Setting up Heartbeat for high availability

So you're interested in having your services be highly available in the case of an outage? Well the easy to way to do that is with a simple heartbeat setup.

The first thing I recommend for anyone attempting to setup heartbeat is to run ntpdate and turn on ntpd against a local common ntp server. If the times become seriously out of sync sometimes the heartbeat will misbehave.

The actual installation of heartbeat itself is simple and part of the standard distribution in rh5 or centos5, the way we are going to set this up is known as an active/passive configuration. The service is active only on one node of the cluster at a time and the other node only takes over service for the other node if it is unavailable.
yum install heartbeat

Next we need to create some basic files for heartbeat to use.

The first thing we need to setup is the ha.cf, it contains all the information on how the cluster should behave, what the nodes are and how to log and how long before something should be considered dead. There are additional options you can setup here but for simple testing and ease of use these are good starting values:
/etc/ha.d/ha.cf

logfile /var/log/ha-log
logfacility local0
udpport 694
keepalive 5
warntime 10
deadtime 30
initdead 60
bcast eth0
auto_failback on
node server1.domain.tld
node server2.domain.tld

The most significant item here is the auto_failback which means it will restore the services to the appropriate servers as quickly as possible once things are stable.

The next thing that needs setup is what resources each node is primarily responsible for, in the event of failure of a node then the other node will take over operations of that process if possible which means the services need to be installed on a shared device or at least use shared resources or synchronized configurations.
/etc/ha.d/haresources

server1.domain.tld 192.168.1.77 named
server2.domain.tld 192.168.1.78 httpd

It is critical that you use the name here that you gave the node name in the ha.cf. If they do not match "Bad Things Will Happen"(tm). The format is simple, node ip service to use.

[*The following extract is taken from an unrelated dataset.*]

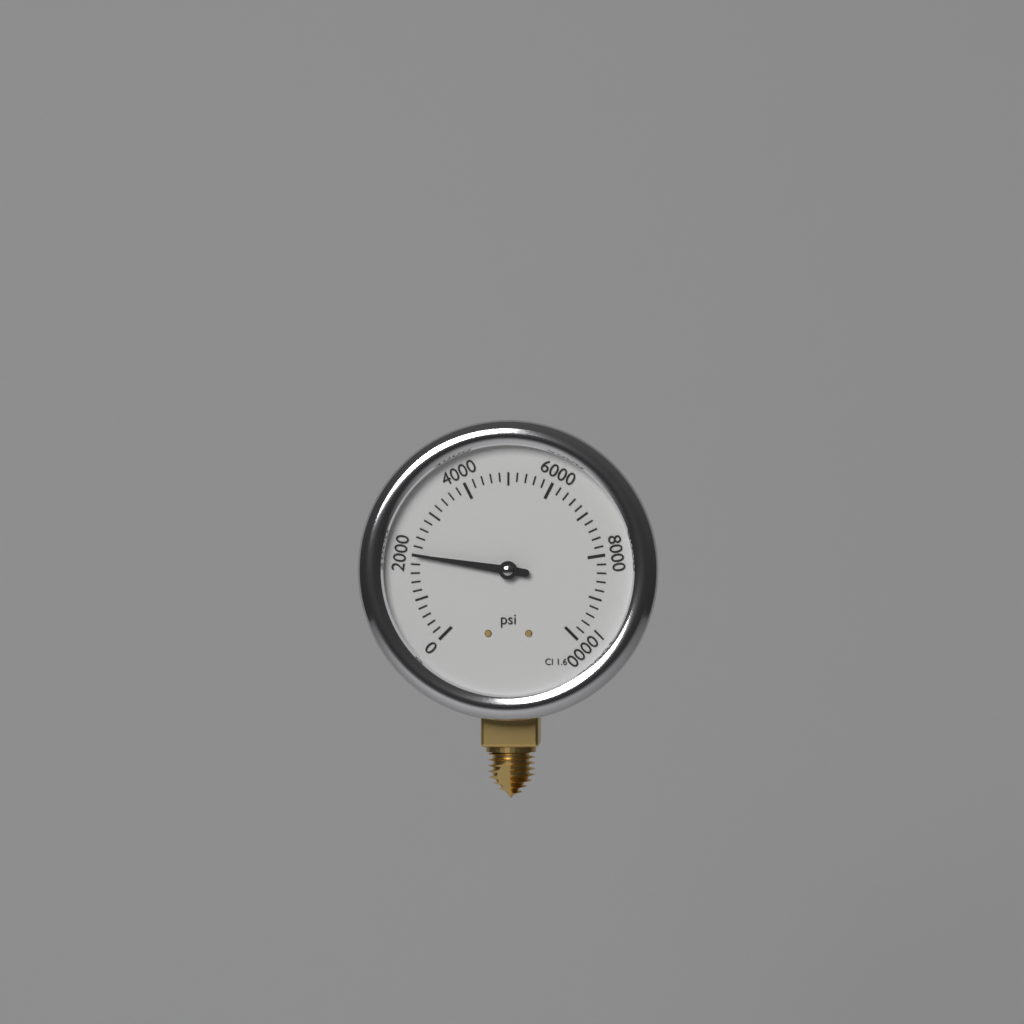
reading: 2000 psi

The nodes need to have a pre-generated key that they share that is exactly the same, all of these files should contain exactly the same data otherwise you are likely to have significant problems. The ip address should NOT be the main ip address of the machine but an alias used by the machine for just this process.
/etc/ha.d/authkeys

auth 2
2 sha1 ThisIsAKeyThatMustMatch

Copy each of these files to the other server into the /etc/ha.d directory, I also suggest you setup a /etc/hosts entry for each of your nodes in case dns is unavailable. Some people keep the files in sync on both servers by having them mount the /etc/ha.d directory from an nfs or samba file share at boot, others rsync them on a regular basis or use cvs to keep things synced. There are a lot of ways to do it, but at this point lets take the easiest way and just copy the files from server1.domain.tld to server2. You can accomplish this by executing the following command provided you have ssh running on both machines.
scp /etc/ha.d/* root@server2.domain.tld:/etc/ha.d

On both servers you want to start heartbeat and let it take care of starting the daemons it controls or needs to take control of.
chkconfig heartbeat on
chkconfig httpd off
chkconfig named off

Heartbeat itself will take care of starting the daemon if it's not already running. Now shutdown both systems and watch as they come back up, if one boots significantly faster than the other it may immediately acquire the resources of the other machine until its fully online and heartbeat has started to respond. If you have console access you should be able to test functionality by downing one of the machines Ethernet interfaces.

If everything worked correctly you should now have a redundant machine that will take over control of another machine in the event of a machine failure.